As we sat at our table, sipping our tea, a young family came in and were seated near us.  They wandered over to the other end of the shop where you could grab silly hats and wear them with your tea if you so desired.  The whole family partook as if it was the most natural thing in the world.  Sitting in the middle of upstate New York, drinking tea in top hats and fedoras.  Their tea party rivaled the best of them, I thought.

My mother, seeing me watch this family, convinced me to try on hats as well. It seemed silly. I was too old for this! But when I placed the large black hat with the floppy flowers on my head  I didn’t want to take it off. I wore it through three cups of tea and two scones. I sat there and talked to my parents and laughed.  At that moment, I realized I finally got my tea party, and this one felt even more special. I had both my parents sitting next to me; alive and healthy and sipping tea.
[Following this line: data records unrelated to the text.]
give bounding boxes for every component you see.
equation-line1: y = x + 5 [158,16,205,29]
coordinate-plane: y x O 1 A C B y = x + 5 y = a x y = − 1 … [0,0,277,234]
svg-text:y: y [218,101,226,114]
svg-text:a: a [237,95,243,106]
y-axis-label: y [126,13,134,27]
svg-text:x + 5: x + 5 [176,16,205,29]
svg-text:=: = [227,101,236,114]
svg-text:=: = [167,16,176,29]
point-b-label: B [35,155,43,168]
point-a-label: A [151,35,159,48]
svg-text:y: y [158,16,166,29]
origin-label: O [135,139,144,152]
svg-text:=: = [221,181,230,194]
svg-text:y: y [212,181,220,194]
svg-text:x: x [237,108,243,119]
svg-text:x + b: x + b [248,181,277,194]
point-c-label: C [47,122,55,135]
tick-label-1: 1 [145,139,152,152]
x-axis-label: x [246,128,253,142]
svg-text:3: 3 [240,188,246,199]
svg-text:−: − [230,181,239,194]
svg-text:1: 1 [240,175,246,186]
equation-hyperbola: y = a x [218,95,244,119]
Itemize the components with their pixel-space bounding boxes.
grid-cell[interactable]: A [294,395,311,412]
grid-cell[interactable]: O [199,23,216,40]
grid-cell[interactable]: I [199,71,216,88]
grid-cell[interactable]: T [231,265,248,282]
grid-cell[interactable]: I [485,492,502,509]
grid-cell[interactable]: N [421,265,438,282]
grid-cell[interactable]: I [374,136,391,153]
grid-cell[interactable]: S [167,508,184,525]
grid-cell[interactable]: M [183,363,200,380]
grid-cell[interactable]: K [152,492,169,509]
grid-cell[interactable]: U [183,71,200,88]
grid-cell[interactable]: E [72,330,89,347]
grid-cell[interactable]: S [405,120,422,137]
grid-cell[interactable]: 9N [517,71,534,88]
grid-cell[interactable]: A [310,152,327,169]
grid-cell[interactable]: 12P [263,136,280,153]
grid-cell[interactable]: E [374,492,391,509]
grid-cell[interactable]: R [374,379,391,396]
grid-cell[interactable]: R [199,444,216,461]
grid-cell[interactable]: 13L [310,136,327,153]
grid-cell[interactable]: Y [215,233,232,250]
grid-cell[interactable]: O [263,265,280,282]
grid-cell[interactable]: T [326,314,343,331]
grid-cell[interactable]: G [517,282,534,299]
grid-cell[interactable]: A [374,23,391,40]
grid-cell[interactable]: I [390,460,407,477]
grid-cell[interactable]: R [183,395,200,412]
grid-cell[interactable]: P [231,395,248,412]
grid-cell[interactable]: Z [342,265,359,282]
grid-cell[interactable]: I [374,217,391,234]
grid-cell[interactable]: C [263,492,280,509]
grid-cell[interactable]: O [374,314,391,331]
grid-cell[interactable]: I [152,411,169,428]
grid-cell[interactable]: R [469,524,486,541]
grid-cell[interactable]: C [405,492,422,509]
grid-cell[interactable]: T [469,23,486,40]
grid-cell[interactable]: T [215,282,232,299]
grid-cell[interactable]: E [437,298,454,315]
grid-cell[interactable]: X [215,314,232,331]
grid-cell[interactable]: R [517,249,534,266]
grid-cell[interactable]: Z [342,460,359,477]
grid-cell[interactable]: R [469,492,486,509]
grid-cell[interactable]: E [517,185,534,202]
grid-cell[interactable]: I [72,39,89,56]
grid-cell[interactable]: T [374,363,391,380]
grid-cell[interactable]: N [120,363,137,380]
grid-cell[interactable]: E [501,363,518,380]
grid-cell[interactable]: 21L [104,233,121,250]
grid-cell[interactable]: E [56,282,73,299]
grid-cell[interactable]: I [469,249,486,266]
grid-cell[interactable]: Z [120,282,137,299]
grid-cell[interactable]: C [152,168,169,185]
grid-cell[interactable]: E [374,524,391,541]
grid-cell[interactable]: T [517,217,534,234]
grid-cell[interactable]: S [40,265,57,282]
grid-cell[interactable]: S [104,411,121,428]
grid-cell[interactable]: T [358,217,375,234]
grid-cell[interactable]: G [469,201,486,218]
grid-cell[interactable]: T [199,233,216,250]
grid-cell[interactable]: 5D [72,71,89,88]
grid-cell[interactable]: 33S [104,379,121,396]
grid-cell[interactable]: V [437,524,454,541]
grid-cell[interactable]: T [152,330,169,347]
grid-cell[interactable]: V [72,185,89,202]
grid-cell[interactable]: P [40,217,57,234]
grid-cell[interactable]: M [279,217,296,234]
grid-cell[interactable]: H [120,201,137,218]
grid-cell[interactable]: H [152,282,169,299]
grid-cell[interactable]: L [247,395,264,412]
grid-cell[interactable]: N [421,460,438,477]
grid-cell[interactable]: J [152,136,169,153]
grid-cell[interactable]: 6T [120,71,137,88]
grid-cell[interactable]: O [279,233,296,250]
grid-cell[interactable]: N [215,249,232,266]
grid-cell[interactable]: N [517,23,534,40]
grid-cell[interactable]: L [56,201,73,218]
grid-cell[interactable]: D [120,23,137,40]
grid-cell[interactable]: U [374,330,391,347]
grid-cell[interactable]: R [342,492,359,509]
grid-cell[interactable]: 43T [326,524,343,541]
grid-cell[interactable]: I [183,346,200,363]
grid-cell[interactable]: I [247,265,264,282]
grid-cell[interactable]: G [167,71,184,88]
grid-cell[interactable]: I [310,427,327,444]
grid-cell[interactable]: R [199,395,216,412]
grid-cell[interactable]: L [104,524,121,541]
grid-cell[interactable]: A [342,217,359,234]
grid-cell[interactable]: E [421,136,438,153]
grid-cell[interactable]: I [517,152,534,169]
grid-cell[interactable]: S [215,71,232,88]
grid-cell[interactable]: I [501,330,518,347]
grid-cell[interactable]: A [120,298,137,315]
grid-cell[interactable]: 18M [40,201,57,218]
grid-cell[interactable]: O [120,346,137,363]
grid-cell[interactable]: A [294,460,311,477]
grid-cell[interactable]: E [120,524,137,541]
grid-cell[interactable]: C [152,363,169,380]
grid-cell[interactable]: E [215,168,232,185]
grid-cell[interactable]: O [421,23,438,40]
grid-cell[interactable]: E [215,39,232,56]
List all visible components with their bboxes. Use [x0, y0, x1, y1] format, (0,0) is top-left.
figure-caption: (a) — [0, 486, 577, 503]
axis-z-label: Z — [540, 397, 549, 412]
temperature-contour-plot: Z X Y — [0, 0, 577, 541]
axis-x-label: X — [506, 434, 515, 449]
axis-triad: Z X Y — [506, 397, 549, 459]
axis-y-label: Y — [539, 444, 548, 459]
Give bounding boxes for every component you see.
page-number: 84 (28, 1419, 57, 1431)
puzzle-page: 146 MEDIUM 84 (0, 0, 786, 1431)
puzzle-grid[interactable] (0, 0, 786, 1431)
Tea in all its soothing qualities has a way of bringing people together, slowing them down and allowing them to be in the moment. I looked at my parents, beaming with pride as I sat there drinking my brew – knowing they did their best and it was my turn now. Time had not run out but rather had been steeped and strained for years until it was ready to be released.

The warm act of sharing tea brought us together in a way that was long overdue.  I find that in a family of Freudians it is best for me to leave psychology behind when we meet. In the end I am just a daughter, and they are my parents, and that is the relationship in front of me.  One filled with crazy hats, anxiety, and adventure. One I no longer want to trade.  Like the mad hatter said at his tea party, You’re entirely bonkers. But I’ll tell you a secret. All the best people are.

Thank you for raising me to be free and pave my own way in the world. 


Original artwork by Claire Winkler

About the Author

Elana Rabinowitz is a freelance writer and an ESL teacher.  Her writing has appeared in The New York Times, Washington Post, and CNN and many others. She lives in Brooklyn and Germantown, NY.